In a Serbian mine

Apr 24, 2007 11:16 GMT  ·  By

The power of Superman is at our reach. Kryptonite, the green mineral that sapped the hero's power when exposed to it, has turned from fiction to reality, as a similar one has just been discovered by a team from the mining group Rio Tinto in a Serbian mine.

"The real mineral is white and harmless. (...) it's not green and it doesn't glow either - although it will react to ultraviolet light by fluorescing a pinkish-orange," said Dr Chris Stanley, a mineralogist at London's Natural History Museum, to BBC. When Stanley decoded the mineral's chemical composition, he was surprised to see it was new for science, but ... already extant in the SF literature!...

"Towards the end of my research I searched the web using the mineral's chemical formula - sodium lithium boron silicate hydroxide - and was amazed to discover that same scientific name, written on a case of rock containing kryptonite stolen by Lex Luther from a museum in the film Superman Returns. The new mineral does not contain fluorine (which it does in the film) and is white rather than green but, in all other respects, the chemistry matches that for the rock containing kryptonite."

The mineral is very hard but also very small grained, each grain being less than 5 microns (1 micron=1/1,000,000 m) in diameter. The atomic composition was made at Canada's National Research Council by Dr Pamela Whitfield and Dr Yvon Le Page. "Being able to analyze all the properties of a mineral, both chemical and physical, brings us closer to confirming that it is indeed unique." explained Le Page.

The new chemical cannot be baptized kryptonite, as there is already a real element called krypton (a noble gas), but instead it will be named jadarite, after the place where the provenience mine is located, Jadar.

"If deposits occurred in sufficient quantity it could have some commercial value. It contains boron and lithium - two valuable elements with many applications. Borosilicate glasses are used to encapsulate processed radioactive waste, and lithium is used in batteries and in the pharmaceutical industries." explained Stanley.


### TASK REQUIREMENTS
Answer with a bare number: the count of lines in the data below that contain the word "Varianz".

### PROVIDED RECORDS
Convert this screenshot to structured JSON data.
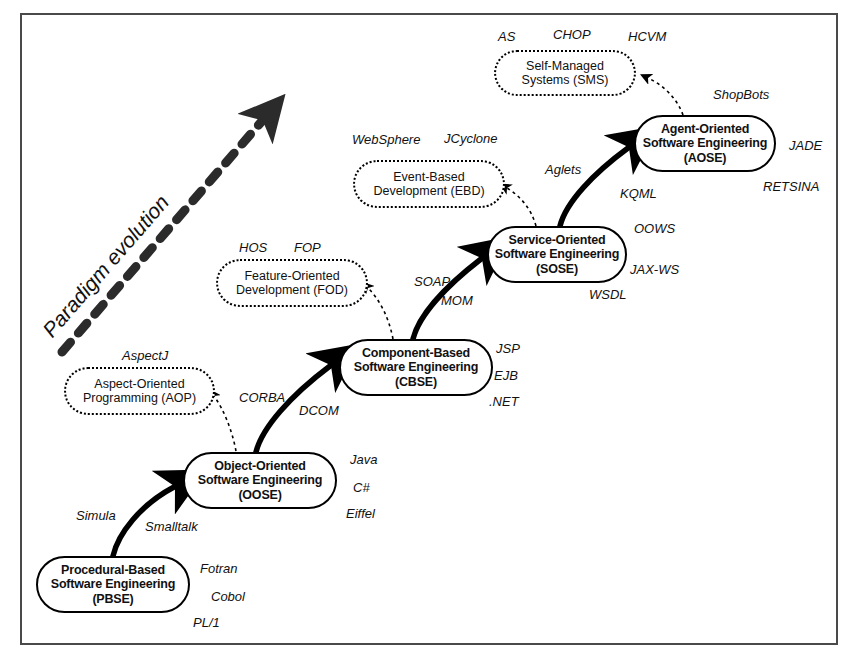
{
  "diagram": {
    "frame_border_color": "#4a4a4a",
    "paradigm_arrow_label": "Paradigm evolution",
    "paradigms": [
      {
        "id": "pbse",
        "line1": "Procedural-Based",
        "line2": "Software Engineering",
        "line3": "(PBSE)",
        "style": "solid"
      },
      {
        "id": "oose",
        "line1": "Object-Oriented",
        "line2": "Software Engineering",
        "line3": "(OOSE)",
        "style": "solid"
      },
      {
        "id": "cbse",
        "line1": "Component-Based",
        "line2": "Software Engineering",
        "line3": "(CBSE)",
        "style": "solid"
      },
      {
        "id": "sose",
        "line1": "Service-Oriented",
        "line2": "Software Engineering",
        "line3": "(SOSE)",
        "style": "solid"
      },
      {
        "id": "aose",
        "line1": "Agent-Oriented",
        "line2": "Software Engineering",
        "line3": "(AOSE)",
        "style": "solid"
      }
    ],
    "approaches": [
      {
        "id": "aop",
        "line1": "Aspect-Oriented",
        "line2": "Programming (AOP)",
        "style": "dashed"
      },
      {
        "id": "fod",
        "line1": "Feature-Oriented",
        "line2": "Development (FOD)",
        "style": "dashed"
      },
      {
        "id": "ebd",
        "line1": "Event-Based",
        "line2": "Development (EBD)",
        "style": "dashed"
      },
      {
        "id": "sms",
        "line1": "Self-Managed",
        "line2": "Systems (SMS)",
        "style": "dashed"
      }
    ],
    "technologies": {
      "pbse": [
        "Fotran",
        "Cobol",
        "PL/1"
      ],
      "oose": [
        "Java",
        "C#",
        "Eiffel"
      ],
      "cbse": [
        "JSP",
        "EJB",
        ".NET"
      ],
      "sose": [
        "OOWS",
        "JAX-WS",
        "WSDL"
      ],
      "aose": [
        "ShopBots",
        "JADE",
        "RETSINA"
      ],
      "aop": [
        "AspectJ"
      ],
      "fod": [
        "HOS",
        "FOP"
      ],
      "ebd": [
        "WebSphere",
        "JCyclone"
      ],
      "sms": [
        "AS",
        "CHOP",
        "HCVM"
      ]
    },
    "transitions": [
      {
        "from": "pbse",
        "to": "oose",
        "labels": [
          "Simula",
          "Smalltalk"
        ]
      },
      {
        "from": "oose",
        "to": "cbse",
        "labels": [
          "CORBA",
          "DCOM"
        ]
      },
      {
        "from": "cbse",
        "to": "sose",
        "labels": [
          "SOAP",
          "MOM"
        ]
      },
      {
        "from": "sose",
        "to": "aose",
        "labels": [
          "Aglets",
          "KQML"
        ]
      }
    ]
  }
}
---
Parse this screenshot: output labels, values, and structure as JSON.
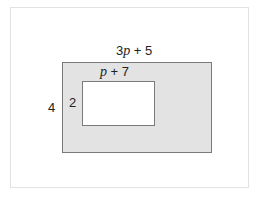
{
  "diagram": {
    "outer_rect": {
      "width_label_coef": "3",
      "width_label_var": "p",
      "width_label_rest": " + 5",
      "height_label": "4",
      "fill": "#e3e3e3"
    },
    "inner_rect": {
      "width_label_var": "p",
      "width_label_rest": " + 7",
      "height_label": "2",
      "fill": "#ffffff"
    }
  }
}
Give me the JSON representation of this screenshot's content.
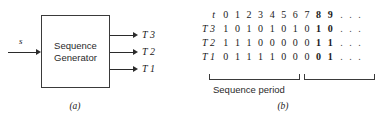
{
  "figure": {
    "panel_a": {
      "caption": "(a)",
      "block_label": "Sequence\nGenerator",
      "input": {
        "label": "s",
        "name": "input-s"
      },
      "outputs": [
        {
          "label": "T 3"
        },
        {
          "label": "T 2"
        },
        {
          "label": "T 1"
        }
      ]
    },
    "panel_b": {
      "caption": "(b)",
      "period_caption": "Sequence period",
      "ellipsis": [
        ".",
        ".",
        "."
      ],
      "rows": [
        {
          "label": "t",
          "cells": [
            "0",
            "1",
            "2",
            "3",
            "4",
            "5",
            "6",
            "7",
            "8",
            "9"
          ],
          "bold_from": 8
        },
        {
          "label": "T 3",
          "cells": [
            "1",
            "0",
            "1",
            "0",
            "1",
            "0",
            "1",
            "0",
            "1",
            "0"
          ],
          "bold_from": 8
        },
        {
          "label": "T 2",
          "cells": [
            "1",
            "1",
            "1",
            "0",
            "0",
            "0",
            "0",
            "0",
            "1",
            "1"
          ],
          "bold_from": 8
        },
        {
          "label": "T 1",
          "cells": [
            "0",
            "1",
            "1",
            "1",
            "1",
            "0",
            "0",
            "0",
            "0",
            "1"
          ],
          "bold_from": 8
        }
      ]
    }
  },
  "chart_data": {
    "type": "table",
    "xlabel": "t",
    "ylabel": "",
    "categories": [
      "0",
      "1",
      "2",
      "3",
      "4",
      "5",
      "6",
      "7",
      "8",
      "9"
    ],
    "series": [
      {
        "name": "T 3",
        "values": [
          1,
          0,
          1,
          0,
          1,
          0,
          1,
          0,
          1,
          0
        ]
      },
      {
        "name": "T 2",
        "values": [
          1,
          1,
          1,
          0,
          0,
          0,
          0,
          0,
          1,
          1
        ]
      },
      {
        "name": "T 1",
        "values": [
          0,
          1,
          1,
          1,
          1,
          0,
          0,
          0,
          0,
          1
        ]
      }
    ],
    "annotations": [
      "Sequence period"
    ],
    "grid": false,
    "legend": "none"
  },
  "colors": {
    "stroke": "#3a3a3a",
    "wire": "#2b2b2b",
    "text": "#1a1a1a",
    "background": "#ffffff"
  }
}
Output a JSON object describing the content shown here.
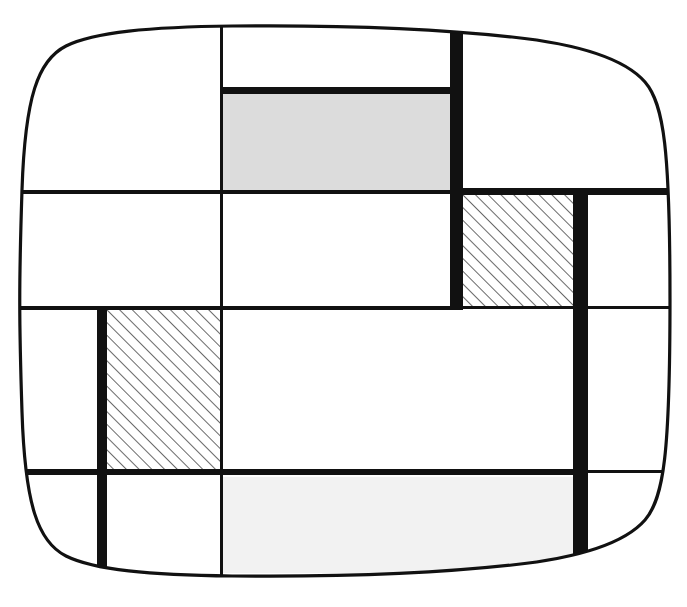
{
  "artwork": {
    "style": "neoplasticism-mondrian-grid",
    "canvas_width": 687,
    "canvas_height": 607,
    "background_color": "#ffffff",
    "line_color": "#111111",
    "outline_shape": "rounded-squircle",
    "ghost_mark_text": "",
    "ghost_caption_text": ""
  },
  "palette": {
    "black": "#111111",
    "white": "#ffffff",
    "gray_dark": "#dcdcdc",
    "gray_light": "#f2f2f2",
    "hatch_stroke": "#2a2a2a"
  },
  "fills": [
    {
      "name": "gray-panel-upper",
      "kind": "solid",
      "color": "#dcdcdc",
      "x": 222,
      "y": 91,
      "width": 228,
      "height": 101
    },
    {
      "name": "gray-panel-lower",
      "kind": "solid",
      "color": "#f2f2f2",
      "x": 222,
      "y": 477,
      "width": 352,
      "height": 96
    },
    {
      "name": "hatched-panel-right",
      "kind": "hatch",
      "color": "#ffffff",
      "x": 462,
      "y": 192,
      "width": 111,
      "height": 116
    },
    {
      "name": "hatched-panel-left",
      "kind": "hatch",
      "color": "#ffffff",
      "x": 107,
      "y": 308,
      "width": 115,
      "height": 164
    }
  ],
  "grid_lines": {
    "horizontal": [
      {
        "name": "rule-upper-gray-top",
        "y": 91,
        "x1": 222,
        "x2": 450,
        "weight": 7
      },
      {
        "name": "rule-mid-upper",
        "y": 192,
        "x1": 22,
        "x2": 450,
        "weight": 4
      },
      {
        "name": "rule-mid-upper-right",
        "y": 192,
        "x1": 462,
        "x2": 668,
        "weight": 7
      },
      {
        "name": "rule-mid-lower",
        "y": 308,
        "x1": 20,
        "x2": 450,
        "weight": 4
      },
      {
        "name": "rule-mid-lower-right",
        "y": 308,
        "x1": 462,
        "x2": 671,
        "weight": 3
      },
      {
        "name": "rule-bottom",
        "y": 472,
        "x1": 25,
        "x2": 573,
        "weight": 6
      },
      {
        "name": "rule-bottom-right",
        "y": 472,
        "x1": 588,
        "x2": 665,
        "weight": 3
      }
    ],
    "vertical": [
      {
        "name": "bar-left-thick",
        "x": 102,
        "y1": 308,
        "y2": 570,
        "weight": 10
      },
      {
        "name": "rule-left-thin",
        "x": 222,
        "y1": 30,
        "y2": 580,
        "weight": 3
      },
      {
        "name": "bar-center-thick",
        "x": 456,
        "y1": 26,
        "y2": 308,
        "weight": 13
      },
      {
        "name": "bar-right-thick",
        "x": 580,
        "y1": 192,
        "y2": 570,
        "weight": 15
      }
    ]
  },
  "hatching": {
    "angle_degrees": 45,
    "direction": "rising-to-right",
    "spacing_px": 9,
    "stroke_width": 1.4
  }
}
--
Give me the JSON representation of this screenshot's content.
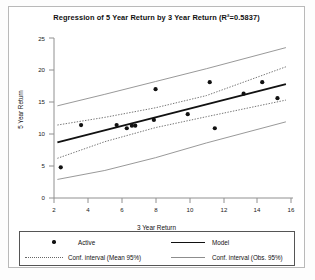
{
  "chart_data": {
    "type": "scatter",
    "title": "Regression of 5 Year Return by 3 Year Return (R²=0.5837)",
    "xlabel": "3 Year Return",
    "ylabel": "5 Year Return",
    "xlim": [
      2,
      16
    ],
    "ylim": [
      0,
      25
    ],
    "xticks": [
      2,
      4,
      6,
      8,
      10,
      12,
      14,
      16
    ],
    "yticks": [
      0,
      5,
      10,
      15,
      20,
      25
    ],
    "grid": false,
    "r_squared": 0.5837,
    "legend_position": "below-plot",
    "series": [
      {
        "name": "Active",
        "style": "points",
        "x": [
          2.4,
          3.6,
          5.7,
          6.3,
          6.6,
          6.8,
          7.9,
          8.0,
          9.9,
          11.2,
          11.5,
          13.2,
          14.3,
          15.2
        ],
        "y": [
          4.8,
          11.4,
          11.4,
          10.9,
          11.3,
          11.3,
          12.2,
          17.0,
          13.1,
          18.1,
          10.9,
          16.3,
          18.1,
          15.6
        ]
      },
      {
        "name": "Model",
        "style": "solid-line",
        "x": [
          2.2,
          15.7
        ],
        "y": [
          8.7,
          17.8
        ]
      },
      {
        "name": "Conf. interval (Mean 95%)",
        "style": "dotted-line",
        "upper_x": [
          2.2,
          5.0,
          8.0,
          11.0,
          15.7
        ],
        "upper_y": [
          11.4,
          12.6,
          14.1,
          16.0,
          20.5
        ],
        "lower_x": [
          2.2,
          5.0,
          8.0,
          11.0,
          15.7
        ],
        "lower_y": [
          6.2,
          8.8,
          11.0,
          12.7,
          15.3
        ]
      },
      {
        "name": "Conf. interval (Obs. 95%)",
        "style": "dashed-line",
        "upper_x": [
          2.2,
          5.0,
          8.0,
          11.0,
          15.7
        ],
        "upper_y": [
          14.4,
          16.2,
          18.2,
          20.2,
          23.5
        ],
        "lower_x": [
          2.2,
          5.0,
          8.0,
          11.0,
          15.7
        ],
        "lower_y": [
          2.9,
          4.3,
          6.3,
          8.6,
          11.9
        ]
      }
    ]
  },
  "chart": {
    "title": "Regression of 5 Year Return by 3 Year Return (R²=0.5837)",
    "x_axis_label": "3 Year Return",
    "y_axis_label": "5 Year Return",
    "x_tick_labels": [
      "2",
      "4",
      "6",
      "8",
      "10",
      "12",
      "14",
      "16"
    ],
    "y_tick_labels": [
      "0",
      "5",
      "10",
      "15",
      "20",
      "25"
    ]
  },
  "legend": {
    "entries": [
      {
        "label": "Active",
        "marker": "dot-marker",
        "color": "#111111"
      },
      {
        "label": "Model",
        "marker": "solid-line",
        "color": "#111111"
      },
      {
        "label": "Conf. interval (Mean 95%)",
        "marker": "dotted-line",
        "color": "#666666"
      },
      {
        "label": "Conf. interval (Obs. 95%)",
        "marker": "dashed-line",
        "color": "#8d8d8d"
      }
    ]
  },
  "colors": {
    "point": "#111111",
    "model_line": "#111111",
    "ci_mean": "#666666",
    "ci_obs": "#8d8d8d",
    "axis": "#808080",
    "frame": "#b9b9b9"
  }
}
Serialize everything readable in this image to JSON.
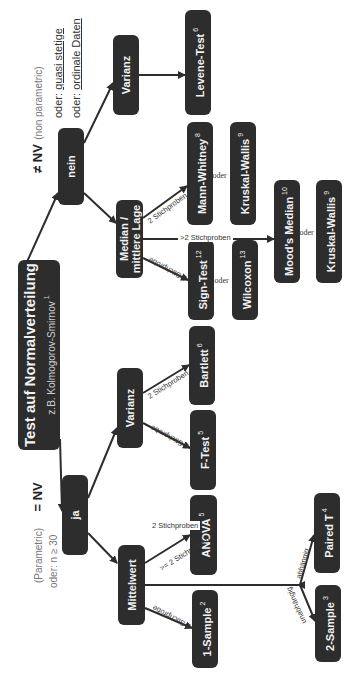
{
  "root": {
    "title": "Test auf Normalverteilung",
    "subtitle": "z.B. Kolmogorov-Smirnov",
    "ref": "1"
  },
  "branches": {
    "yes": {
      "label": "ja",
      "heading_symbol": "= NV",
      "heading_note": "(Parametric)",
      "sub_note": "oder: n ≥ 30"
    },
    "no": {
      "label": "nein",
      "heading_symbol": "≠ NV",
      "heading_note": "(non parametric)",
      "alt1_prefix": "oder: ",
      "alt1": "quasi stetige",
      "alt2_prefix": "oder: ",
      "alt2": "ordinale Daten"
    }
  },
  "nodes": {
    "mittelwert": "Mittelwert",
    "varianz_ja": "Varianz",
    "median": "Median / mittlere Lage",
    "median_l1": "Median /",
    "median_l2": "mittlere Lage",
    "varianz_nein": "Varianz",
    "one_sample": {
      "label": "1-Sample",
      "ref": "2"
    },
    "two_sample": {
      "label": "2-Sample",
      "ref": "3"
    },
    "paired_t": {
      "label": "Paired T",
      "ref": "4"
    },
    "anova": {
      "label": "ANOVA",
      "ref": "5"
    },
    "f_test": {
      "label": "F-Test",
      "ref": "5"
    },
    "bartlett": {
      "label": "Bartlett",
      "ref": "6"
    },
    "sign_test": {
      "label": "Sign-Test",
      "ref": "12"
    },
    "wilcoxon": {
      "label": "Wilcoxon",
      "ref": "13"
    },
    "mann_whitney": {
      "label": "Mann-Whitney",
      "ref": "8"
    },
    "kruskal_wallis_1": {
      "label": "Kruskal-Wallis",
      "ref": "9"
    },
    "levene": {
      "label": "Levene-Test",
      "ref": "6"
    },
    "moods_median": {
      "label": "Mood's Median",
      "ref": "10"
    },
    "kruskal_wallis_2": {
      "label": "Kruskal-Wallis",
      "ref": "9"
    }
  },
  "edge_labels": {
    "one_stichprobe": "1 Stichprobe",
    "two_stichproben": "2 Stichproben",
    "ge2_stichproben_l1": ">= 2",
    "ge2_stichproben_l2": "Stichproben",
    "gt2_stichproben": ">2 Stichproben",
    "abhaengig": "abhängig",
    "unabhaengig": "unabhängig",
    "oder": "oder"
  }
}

### RESPONSE BOX
2